New Orleans city workers search landfill for mistakenly discarded court
records
[August 07, 2025]
By JACK BROOK and SARA CLINE
NEW ORLEANS (AP) — New Orleans clerk of court staff stood ankle-deep in
a massive landfill, digging through mounds of trash, to salvage court
records that the city erroneously discarded.
As photos surfaced online — showing city staff scouring for the
misplaced documents among heaps of garbage — city and state officials
were outraged over the situation.
“This is unacceptable,” Louisiana Attorney General Liz Murrill said in a
Wednesday statement. “I have questions. I’m going to ask the Clerk for
an explanation of how this happened and just what records were dumped.”
In a statement, Clerk of Criminal District Court Darren Lombard blasted
the city for an “egregious breach of responsibility and negligence" of
public records. Photos shared by the criminal clerk of court’s office
show city workers standing in debris beside an excavator and extracting
tattered papers from heaps of garbage earlier this week.

Lombard said he was notified last Friday that containers housing
official court documents had been relocated from trailers without his
knowledge and, in at least one instance, destroyed. He blamed the
Department of Public Works for moving the records and said he dispatched
city employees to recover what they could.
“What they discovered was deeply disturbing: one entire container –
filled with official Clerk records – had been dumped into a debris field
and mixed with general trash,” Lombard said. “Documents were strewn
across the yard, caught in the wind, and scattered beyond the secured
perimeter.”
Lombard said the records had been stored outside the clerk's office, in
trailers and containers, because of the “longstanding absence of a
secure, dedicated Clerk of Court storage facility” dating back to
Hurricane Katrina in 2005. Flooding from the collapse of the city's
levee system led to the destruction of thousands of criminal case files.
[to top of second column]
|

Lombard, who took office in 2022, said he has repeatedly requested
funding for a secure storage facility.
The court records, many dating back to the 1950s through the 1970s,
included capital murder and aggravated rape cases, Lombard told
Nola.com.
Lombard said he has called for a city investigation.
New Orleans District Attorney Jason Williams — whose main role is to
represent the government in criminal cases and decide whether to
prosecute individuals accused of crimes — stressed the importance of
“proper recordkeeping," saying that in order to “administer justice”
it is vital that there is “accurate maintenance of all information
associated with criminal cases.”
The Promise of Justice Initiative, an organization that advocates
for criminal justice reform, said that in its experience, even on a
“normal day,” case files can be hard to obtain. The organization
emphasized that such documents “represent human beings sitting
inside of prisons” and are the “vehicle” to freedom, once someone
has been convicted.
“The fact that the City can treat such life-saving and invaluable
property with so little care is a failure of their duty and a
violation of people’s rights, who have a right to their
information,” Renard Bridgewater, a spokesperson for the
organization, said Wednesday.
Mayor LaToya Cantrell's office released a brief statement, saying
that they were working with the Clerk's Office and the Department of
Public Works to “resolve this issue.”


-- Work item --
Repeat every record exactly as written.

--------------------

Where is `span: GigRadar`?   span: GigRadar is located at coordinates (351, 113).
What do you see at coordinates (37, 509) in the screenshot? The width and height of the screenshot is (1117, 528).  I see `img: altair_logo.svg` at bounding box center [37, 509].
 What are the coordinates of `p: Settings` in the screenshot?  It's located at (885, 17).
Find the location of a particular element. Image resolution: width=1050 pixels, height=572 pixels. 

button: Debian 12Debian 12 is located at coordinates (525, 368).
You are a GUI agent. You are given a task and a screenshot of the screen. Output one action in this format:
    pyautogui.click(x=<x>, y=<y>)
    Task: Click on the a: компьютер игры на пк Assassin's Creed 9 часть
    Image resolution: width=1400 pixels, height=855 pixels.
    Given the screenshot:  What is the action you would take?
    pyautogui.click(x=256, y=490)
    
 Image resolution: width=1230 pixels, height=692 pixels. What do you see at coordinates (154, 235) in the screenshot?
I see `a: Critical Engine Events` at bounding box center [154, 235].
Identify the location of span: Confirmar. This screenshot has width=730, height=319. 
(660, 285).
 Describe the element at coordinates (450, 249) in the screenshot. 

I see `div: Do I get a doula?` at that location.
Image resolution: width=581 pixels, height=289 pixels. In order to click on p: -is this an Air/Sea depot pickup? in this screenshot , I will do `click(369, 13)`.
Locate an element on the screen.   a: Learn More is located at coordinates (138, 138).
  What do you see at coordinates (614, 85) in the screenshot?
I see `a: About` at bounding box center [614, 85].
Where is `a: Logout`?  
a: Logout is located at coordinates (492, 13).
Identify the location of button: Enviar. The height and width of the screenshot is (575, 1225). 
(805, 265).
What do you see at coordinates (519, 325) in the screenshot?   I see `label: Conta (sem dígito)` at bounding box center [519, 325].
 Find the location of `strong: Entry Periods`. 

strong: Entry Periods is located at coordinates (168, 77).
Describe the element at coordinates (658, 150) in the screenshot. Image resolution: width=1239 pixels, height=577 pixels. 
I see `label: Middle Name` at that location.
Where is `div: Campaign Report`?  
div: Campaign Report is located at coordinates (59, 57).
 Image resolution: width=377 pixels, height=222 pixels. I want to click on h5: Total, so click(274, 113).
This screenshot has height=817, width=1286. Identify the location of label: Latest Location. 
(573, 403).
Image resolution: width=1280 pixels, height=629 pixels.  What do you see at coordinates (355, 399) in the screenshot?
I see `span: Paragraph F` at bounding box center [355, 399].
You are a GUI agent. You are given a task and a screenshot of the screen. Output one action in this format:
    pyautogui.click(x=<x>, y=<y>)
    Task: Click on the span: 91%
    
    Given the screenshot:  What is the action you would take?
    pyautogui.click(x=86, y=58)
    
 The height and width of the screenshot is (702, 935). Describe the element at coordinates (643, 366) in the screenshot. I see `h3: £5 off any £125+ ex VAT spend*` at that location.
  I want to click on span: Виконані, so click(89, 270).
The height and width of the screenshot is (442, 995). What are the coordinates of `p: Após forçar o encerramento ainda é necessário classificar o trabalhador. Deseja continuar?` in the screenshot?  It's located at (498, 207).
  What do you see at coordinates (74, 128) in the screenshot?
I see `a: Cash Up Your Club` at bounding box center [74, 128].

--------------------

-- Problem solution --
Where is `span: GigRadar`?   span: GigRadar is located at coordinates (351, 113).
What do you see at coordinates (37, 509) in the screenshot? The width and height of the screenshot is (1117, 528).  I see `img: altair_logo.svg` at bounding box center [37, 509].
 What are the coordinates of `p: Settings` in the screenshot?  It's located at (885, 17).
Find the location of a particular element. Image resolution: width=1050 pixels, height=572 pixels. 

button: Debian 12Debian 12 is located at coordinates (525, 368).
You are a GUI agent. You are given a task and a screenshot of the screen. Output one action in this format:
    pyautogui.click(x=<x>, y=<y>)
    Task: Click on the a: компьютер игры на пк Assassin's Creed 9 часть
    Image resolution: width=1400 pixels, height=855 pixels.
    Given the screenshot:  What is the action you would take?
    pyautogui.click(x=256, y=490)
    
 Image resolution: width=1230 pixels, height=692 pixels. What do you see at coordinates (154, 235) in the screenshot?
I see `a: Critical Engine Events` at bounding box center [154, 235].
Identify the location of span: Confirmar. This screenshot has width=730, height=319. 
(660, 285).
 Describe the element at coordinates (450, 249) in the screenshot. 

I see `div: Do I get a doula?` at that location.
Image resolution: width=581 pixels, height=289 pixels. In order to click on p: -is this an Air/Sea depot pickup? in this screenshot , I will do `click(369, 13)`.
Locate an element on the screen.   a: Learn More is located at coordinates (138, 138).
  What do you see at coordinates (614, 85) in the screenshot?
I see `a: About` at bounding box center [614, 85].
Where is `a: Logout`?  
a: Logout is located at coordinates (492, 13).
Identify the location of button: Enviar. The height and width of the screenshot is (575, 1225). 
(805, 265).
What do you see at coordinates (519, 325) in the screenshot?   I see `label: Conta (sem dígito)` at bounding box center [519, 325].
 Find the location of `strong: Entry Periods`. 

strong: Entry Periods is located at coordinates (168, 77).
Describe the element at coordinates (658, 150) in the screenshot. Image resolution: width=1239 pixels, height=577 pixels. 
I see `label: Middle Name` at that location.
Where is `div: Campaign Report`?  
div: Campaign Report is located at coordinates (59, 57).
 Image resolution: width=377 pixels, height=222 pixels. I want to click on h5: Total, so click(274, 113).
This screenshot has height=817, width=1286. Identify the location of label: Latest Location. 
(573, 403).
Image resolution: width=1280 pixels, height=629 pixels.  What do you see at coordinates (355, 399) in the screenshot?
I see `span: Paragraph F` at bounding box center [355, 399].
You are a GUI agent. You are given a task and a screenshot of the screen. Output one action in this format:
    pyautogui.click(x=<x>, y=<y>)
    Task: Click on the span: 91%
    
    Given the screenshot:  What is the action you would take?
    pyautogui.click(x=86, y=58)
    
 The height and width of the screenshot is (702, 935). Describe the element at coordinates (643, 366) in the screenshot. I see `h3: £5 off any £125+ ex VAT spend*` at that location.
  I want to click on span: Виконані, so click(89, 270).
The height and width of the screenshot is (442, 995). What are the coordinates of `p: Após forçar o encerramento ainda é necessário classificar o trabalhador. Deseja continuar?` in the screenshot?  It's located at (498, 207).
  What do you see at coordinates (74, 128) in the screenshot?
I see `a: Cash Up Your Club` at bounding box center [74, 128].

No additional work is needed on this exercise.